On Sep 2, 2008, at 7:32 PM, Rich Hickey wrote:
>> I suggest adding (:load-resources ...) as a supported reference
>> argument for 'ns.
>
> I wonder. It seems in many cases the loaded resources will need
> definitions made by the parent/loadee, in which case you'd want to
> load them at the end of
On Sep 1, 11:42 pm, "Stephen C. Gilardi" <[EMAIL PROTECTED]> wrote:
> On Aug 30, 2008, at 11:23 AM, Rich Hickey wrote:
>
> > Yup, coincidence, please use as documented. Tools, for instance,
> > might analyze ns forms looking for :use etc and not find them.
>
> I suggest adding (:load-resources .
> > For regular tasks of the sort you describe, especially things like
> > sending out regular emails, backing up systems, and other maintenance
> > tasks, you may want to consider using cron on a unix machine instead.
>
> Yup, lots of CRON-style functionality already exists, so no reason to
> inv
I think there's a problem with the new clojure/ns and gen-and-save-
class.
Suppose you define:
(clojure/ns com.example
(:use clojure.contrib.pred))
(defn MyClass-close [this]
(println "Hello, World!"))
And you generate a .class file with:
(gen-and-save-class
> For regular tasks of the sort you describe, especially things like
> sending out regular emails, backing up systems, and other maintenance
> tasks, you may want to consider using cron on a unix machine instead.
Yup, lots of CRON-style functionality already exists, so no reason to
invent your ow
On Tue, Sep 2, 2008 at 11:06 AM, Josh Daghlian <[EMAIL PROTECTED]> wrote:
>
> For regular tasks of the sort you describe, especially things like
> sending out regular emails, backing up systems, and other maintenance
> tasks, you may want to consider using cron on a unix machine instead.
I'll se
For regular tasks of the sort you describe, especially things like
sending out regular emails, backing up systems, and other maintenance
tasks, you may want to consider using cron on a unix machine instead.
Cron is a super old (read, highly configurable and well-understood)
piece of software (or f
The following code creates a timer that runs after a delay of three
seconds.
(import '(java.util TimerTask Timer))
(let [task (proxy [TimerTask] []
(run [] (println "Running")))]
(. (new Timer) (schedule task (long 3000
I'll let someone else comment on the concurrency issues.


Exercise requirements — The answer should be each line of the records that contains the word "ffffff"; please copy them all.

Extracts from a graphics dataset
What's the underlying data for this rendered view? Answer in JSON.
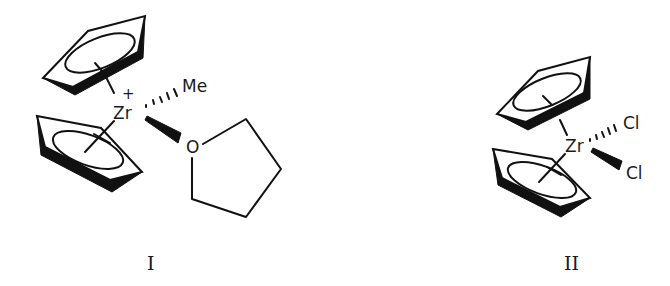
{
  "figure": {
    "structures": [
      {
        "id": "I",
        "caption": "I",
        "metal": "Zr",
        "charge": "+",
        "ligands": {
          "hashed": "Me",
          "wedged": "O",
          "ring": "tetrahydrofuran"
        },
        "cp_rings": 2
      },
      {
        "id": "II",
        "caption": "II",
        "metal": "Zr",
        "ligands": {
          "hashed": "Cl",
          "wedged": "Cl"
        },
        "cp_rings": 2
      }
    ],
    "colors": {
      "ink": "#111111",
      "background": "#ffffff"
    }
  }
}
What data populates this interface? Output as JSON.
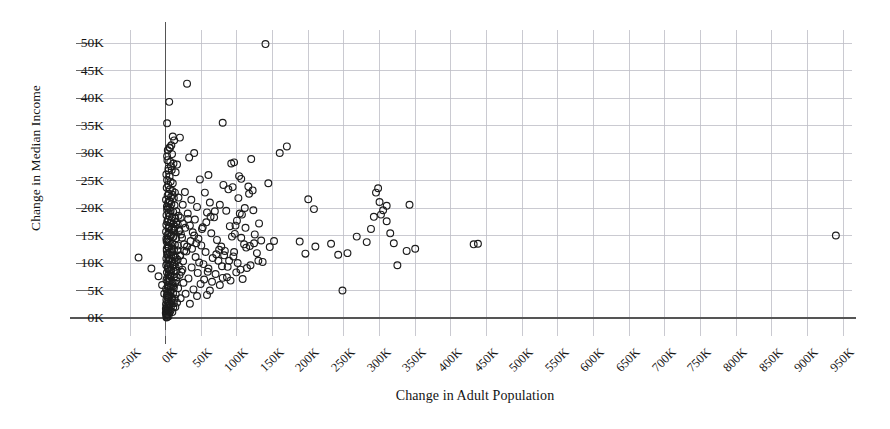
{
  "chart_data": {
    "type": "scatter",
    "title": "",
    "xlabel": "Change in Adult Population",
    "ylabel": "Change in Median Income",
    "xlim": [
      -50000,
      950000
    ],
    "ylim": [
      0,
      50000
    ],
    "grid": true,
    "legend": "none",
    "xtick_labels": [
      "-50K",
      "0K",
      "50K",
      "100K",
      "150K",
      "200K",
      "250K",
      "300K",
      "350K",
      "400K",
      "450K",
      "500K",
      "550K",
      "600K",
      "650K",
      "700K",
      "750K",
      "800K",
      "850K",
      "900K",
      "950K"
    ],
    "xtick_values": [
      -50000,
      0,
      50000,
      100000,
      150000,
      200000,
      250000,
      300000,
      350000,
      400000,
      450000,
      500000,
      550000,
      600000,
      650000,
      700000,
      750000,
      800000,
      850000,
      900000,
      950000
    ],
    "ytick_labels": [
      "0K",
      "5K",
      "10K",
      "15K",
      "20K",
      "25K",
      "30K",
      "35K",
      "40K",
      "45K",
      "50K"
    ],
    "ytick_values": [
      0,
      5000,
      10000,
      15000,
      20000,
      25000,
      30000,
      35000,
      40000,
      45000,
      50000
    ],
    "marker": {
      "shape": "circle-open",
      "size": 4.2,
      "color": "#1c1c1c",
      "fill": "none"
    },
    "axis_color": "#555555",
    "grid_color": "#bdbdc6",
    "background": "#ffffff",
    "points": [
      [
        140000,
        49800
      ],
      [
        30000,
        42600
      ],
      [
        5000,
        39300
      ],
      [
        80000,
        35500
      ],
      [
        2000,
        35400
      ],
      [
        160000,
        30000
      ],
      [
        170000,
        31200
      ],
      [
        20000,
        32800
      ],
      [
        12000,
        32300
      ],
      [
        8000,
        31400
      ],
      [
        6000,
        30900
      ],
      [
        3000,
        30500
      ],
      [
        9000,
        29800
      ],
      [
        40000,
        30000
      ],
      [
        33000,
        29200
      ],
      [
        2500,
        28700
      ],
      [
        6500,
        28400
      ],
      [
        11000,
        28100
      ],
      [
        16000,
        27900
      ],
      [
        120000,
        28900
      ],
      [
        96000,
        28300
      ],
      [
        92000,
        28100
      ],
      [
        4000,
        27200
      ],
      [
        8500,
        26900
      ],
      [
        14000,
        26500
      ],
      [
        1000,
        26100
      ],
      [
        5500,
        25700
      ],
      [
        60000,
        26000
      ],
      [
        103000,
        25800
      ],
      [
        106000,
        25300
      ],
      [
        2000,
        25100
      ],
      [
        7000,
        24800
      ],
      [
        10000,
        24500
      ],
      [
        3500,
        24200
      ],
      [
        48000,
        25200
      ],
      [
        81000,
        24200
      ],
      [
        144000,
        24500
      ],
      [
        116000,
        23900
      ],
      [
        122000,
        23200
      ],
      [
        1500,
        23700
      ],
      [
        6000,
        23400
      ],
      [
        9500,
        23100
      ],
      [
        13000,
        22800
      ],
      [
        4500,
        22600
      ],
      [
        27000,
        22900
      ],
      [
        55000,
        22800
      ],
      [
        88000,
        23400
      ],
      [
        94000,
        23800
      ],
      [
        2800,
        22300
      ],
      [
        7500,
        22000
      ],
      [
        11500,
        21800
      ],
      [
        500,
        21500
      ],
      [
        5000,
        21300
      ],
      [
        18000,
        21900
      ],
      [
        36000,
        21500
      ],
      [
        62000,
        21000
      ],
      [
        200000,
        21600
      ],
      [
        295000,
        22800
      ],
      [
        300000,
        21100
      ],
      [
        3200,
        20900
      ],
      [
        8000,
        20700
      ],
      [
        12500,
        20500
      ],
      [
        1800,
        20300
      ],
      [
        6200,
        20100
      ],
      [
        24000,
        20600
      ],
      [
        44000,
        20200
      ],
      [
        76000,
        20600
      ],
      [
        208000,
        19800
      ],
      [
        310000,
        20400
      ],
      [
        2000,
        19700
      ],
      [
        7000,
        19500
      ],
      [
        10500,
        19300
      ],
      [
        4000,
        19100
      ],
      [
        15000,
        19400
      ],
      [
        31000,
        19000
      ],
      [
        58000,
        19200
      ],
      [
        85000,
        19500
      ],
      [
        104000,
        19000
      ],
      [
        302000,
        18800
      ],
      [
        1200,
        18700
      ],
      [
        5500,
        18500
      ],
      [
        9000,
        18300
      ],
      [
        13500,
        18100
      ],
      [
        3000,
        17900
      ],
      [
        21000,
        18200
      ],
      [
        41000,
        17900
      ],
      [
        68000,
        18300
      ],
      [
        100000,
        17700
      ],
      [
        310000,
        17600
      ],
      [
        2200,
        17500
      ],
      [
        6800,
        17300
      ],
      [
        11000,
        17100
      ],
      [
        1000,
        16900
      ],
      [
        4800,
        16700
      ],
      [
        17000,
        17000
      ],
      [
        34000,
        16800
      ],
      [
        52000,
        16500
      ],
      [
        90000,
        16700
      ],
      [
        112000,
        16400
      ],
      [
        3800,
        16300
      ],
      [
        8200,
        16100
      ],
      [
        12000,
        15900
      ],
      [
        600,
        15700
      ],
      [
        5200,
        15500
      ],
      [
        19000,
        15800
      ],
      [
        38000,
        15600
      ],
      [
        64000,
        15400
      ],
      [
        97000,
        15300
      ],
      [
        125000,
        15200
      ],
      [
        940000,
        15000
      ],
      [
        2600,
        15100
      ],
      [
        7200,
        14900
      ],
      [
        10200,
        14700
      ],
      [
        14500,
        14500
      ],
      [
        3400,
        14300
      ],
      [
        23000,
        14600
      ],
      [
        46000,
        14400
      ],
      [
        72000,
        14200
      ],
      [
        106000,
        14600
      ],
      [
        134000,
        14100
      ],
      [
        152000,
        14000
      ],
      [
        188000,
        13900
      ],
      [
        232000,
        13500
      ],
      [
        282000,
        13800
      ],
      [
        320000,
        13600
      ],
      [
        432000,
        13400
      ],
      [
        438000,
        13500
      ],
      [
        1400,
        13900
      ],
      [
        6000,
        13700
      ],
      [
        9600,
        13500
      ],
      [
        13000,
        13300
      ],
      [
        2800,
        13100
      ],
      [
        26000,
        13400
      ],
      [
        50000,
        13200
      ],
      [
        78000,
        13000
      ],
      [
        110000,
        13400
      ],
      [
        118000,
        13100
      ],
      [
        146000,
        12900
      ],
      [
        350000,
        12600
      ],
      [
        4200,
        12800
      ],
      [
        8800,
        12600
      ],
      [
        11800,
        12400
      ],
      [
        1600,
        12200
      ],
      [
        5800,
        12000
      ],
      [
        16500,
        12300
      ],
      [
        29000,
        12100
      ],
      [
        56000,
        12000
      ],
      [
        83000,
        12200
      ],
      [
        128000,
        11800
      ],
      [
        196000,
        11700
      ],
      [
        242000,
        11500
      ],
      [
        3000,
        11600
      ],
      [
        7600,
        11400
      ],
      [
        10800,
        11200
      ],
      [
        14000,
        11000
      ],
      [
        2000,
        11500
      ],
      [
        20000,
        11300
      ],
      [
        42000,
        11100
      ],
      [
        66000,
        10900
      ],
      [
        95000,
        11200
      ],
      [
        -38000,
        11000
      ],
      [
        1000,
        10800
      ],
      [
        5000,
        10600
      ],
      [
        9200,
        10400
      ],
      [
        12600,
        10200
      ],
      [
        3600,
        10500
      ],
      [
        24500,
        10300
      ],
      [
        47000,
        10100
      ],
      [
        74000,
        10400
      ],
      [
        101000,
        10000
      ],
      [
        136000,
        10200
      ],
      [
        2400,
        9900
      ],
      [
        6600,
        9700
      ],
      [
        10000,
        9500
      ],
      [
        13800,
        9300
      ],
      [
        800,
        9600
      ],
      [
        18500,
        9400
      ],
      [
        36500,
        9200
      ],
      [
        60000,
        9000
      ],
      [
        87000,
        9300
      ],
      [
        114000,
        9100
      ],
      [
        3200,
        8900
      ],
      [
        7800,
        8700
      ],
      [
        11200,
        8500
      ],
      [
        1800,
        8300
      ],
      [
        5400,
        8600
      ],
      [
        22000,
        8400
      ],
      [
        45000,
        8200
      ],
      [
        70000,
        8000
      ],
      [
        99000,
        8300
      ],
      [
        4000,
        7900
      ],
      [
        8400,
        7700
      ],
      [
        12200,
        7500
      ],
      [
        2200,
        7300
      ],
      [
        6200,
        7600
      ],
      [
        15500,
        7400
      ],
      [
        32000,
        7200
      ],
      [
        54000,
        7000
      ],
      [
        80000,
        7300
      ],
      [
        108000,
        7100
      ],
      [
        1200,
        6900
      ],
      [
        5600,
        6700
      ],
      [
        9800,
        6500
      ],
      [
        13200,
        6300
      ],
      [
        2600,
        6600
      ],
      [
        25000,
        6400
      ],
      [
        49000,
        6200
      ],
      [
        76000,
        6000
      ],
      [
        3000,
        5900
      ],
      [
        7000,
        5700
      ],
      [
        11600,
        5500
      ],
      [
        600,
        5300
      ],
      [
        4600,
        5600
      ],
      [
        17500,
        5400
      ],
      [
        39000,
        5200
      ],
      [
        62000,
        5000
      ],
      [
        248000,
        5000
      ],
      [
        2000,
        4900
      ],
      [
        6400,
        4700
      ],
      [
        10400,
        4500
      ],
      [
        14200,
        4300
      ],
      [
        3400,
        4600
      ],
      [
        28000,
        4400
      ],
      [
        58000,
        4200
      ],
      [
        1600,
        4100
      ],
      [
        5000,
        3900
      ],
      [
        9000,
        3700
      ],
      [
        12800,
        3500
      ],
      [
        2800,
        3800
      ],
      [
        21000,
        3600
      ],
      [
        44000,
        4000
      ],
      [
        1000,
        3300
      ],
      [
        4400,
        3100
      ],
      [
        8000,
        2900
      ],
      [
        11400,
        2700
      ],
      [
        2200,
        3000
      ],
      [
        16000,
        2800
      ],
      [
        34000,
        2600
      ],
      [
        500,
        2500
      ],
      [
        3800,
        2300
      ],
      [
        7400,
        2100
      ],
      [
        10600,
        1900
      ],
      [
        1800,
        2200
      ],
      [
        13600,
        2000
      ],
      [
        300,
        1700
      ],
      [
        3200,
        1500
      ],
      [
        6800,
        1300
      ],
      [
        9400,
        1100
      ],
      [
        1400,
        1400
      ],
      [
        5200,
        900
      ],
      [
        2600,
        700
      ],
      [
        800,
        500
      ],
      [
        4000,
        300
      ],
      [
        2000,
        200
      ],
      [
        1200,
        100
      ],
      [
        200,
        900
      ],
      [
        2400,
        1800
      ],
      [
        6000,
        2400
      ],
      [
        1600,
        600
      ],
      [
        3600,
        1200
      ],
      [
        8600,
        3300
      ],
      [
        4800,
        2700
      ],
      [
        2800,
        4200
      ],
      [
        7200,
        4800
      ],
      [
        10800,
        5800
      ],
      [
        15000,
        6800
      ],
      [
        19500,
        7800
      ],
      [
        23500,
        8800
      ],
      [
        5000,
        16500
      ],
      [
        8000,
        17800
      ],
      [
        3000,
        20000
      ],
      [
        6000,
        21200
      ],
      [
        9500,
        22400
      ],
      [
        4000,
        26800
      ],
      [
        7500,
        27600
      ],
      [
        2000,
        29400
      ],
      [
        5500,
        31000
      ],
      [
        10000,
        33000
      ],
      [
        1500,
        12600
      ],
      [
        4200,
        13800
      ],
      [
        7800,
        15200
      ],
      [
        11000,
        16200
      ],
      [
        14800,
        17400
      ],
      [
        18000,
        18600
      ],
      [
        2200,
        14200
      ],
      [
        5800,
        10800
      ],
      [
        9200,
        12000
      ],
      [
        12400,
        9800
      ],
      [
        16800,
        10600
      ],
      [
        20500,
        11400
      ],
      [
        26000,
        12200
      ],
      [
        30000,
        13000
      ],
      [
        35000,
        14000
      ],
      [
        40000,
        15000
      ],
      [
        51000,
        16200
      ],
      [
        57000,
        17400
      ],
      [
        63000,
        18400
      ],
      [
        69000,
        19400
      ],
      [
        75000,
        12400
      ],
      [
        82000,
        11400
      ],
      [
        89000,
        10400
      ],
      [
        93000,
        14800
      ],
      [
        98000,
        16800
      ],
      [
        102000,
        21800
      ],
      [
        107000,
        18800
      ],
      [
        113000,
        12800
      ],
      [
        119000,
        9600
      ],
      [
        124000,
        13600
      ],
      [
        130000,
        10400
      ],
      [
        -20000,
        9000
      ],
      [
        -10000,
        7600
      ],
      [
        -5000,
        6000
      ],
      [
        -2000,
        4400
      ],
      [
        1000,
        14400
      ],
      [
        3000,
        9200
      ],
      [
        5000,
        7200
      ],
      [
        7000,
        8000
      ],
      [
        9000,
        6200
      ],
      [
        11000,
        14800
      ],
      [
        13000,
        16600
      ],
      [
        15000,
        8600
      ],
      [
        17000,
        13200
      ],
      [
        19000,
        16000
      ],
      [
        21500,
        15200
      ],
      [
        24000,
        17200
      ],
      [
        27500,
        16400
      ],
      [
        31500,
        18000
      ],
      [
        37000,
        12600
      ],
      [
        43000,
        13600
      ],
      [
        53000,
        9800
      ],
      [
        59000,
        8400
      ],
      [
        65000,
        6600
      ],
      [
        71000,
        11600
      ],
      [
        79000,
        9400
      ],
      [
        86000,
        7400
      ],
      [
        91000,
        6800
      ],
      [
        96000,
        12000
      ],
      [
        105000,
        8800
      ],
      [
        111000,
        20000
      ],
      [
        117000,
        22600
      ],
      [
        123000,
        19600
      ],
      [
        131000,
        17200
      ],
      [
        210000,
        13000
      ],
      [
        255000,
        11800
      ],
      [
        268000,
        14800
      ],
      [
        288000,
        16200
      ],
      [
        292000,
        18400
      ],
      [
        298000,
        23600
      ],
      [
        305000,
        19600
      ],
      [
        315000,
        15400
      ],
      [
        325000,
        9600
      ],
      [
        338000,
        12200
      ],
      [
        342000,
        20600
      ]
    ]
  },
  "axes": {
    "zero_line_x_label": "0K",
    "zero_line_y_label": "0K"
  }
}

--

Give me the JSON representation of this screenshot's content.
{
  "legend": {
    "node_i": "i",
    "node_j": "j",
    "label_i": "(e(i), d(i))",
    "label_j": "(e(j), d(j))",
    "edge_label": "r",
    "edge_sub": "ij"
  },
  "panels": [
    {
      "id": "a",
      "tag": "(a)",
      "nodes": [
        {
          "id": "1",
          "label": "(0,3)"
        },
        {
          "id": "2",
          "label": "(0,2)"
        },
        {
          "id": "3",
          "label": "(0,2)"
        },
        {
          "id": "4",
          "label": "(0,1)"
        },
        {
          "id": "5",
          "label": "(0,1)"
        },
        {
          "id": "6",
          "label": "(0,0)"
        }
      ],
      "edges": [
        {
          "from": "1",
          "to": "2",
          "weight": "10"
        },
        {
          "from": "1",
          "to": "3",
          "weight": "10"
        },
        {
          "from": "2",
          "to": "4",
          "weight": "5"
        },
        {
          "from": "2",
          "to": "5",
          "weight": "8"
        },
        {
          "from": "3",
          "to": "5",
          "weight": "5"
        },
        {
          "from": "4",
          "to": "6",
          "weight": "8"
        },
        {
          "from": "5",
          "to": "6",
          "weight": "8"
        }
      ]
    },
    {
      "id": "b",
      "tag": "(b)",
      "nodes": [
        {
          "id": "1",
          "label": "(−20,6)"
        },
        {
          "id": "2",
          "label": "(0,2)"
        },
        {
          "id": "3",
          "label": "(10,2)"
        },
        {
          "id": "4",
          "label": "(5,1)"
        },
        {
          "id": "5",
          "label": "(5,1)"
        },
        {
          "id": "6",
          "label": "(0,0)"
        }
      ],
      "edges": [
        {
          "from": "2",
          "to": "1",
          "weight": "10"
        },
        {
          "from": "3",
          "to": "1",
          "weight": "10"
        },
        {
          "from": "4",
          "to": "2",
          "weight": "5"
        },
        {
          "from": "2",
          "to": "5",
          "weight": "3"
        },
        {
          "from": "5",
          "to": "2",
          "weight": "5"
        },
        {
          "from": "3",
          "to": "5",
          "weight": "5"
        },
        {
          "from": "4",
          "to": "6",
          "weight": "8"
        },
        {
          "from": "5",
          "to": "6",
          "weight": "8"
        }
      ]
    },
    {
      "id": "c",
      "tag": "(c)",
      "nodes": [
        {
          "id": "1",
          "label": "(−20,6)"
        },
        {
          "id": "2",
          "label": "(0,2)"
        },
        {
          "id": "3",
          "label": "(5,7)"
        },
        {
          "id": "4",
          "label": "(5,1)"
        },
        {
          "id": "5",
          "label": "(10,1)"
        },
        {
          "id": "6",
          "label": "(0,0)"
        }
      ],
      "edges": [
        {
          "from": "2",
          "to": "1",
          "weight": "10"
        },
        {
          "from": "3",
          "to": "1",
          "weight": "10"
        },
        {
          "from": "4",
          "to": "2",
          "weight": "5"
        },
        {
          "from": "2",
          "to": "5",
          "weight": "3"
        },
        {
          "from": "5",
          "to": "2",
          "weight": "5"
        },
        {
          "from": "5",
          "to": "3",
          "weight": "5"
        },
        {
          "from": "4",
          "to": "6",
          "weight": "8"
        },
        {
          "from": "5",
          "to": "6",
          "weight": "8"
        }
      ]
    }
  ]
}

Solution to the problem —
      "background": "#ffffff"
    "background": "#ffffff",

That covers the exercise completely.